I'll add: Punaise! That's just bizarre. I want the wine; don't care what's on the label.

Cliff
- anonymous (guest) 5-07-2008 1:53 am


On the one hand, it seems ridiculous ... but, on the other, it has a bit of 'banned in Boston' to it which may actually help publicize Brun's wines...
- anonymous (guest) 5-07-2008 2:09 am


I can't wait to get as much as I can of it.
- anonymous (guest) 5-07-2008 1:29 pm


Putain-esca Sauce...

Joe are you a typical importer??
- anonymous (guest) 5-07-2008 1:30 pm


I dunno...who buys Brun's wines on a whim? I would think that 95% of the people who drink it go to the store looking for his name and the familiar "l'Ancienne" on the label and may not even notice the lack of an appellation.
- anonymous (guest) 5-07-2008 1:36 pm


Is "putain" the one after which I'm supposed to bitterly spit on the ground for extra emphasis? That just feels right, but perhaps that's the method for all French obscenities. Thanks for the help!

Cheers,

Dave Nelson
- anonymous (guest) 5-07-2008 5:26 pm


Qu'est-ce que fuck?

(a phrase actually heard from a young American girl in Avignon circa 1990).
- anonymous (guest) 5-07-2008 6:02 pm


Sounds like the French are dong their best to split their wine into 2 groups.

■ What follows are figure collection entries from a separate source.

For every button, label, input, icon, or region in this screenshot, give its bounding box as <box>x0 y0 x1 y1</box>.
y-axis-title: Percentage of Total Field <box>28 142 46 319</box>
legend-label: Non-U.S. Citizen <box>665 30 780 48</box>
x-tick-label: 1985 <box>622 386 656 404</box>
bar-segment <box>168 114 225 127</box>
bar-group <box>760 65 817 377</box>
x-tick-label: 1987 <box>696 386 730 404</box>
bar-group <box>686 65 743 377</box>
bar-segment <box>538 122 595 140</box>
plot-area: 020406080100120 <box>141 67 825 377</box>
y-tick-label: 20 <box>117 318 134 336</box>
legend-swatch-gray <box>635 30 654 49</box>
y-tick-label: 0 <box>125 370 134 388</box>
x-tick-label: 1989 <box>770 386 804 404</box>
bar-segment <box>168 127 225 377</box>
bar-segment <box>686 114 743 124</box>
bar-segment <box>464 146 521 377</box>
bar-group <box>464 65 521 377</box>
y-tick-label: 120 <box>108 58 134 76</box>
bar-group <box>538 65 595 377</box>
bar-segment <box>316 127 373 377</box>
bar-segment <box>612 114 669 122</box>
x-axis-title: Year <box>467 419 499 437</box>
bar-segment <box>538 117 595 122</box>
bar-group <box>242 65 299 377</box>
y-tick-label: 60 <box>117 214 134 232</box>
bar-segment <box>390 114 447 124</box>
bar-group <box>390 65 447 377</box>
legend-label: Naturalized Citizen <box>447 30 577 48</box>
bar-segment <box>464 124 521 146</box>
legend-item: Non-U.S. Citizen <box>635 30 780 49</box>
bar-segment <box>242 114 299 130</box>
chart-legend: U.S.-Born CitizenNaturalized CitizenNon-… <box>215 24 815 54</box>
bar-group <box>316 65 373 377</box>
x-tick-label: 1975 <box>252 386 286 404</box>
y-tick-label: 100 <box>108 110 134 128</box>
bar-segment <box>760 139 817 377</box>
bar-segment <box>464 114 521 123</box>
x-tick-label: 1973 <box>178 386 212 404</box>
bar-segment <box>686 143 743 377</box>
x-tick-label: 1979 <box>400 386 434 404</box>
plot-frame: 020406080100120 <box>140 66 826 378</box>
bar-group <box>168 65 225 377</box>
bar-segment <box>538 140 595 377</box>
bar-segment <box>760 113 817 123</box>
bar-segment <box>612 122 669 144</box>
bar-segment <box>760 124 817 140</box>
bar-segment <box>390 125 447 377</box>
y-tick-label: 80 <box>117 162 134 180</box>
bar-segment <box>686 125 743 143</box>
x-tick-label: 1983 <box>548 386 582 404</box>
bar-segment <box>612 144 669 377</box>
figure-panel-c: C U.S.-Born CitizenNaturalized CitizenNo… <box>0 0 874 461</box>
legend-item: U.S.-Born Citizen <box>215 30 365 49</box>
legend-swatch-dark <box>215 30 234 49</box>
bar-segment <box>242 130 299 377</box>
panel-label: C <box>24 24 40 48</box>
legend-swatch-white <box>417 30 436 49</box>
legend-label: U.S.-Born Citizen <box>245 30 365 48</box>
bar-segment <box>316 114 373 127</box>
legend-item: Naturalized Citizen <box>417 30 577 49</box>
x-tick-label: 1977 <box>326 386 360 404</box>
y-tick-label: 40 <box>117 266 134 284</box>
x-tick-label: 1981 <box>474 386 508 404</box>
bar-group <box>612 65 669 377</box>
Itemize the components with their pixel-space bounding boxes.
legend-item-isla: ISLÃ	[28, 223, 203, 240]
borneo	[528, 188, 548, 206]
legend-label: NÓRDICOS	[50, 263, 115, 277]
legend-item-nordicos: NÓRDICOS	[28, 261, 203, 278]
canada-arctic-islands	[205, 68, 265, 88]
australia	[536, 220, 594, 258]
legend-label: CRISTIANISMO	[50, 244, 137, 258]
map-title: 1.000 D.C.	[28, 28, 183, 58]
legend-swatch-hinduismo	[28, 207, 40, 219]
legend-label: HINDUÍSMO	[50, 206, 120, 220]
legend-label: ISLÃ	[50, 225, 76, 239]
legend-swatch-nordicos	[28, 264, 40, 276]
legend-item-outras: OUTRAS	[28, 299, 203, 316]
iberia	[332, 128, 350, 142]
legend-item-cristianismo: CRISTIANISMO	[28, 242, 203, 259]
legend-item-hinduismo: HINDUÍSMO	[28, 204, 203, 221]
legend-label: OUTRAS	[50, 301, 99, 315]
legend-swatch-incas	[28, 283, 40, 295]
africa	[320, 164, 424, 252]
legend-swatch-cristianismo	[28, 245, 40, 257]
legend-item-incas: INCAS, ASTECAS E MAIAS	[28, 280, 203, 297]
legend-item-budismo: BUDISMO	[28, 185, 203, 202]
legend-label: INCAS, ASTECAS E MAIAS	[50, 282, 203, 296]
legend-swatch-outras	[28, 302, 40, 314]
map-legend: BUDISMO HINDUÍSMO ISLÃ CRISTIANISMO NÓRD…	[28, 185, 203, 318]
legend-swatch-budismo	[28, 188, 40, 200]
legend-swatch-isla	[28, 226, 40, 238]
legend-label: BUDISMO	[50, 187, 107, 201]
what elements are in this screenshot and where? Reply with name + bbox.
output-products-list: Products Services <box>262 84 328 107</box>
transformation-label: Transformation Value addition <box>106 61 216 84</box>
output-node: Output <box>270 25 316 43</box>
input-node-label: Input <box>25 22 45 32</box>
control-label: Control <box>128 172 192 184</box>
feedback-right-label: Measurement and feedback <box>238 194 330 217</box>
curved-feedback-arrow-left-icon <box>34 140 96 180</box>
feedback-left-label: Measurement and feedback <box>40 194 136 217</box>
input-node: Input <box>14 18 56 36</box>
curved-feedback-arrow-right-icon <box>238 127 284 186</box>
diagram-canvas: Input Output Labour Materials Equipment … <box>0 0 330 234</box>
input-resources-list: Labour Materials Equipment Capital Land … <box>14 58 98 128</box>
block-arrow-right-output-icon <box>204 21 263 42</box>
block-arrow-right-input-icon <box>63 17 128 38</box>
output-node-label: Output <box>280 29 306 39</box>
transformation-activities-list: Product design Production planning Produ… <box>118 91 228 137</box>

1) Phenomenally expensive stuff that most people can't afford
2) Industrially made, homogeneous crap

Great strategy.
- anonymous (guest) 5-07-2008 9:45 pm


As a US consumer - one who likes to drink French wine but does not know everything about it - the importer means more to me than the AOC designation. I have always enjoyed Louis Dressner selections wines in the past and would try any Dressner selection at least once - regardless of anything else on (or missing from) the label.
- anonymous (guest) 5-07-2008 10:35 pm


This happens to Puzelat sometimes too, right? Others too all over France. In this case, as in Puzelat's case, people buy the wine because they know and love the producer. I imagine that the same will happen for M. Brun. Perhaps this will only increase his status among Americans as a cult-ish and interesting wine maker.
- anonymous (guest) 5-07-2008 11:56 pm


anonymous
- anonymous (guest) 5-08-2008 12:09 am


Meh. If drinking Brun is wrong, I don't wanna be right.

-E
- anonymous (guest) 5-08-2008 12:23 am


The store i work at sells a Beaujolais called L'Ancien from this Brun guy. So can i get the l'Ancien in 2007 or what?
- anonymous (guest) 5-08-2008 12:40 am


pfft.
Brun's my hero.
- anonymous (guest) 5-08-2008 2:44 pm


la France est un pays fertile, on y plante des fonctionnaires et il pousse des impots

2004 rose d'un jour, ferme sansonniere
- anonymous (guest) 5-09-2008 7:21 pm





add a comment to this page:

Line breaks work. HTML tags will be stripped.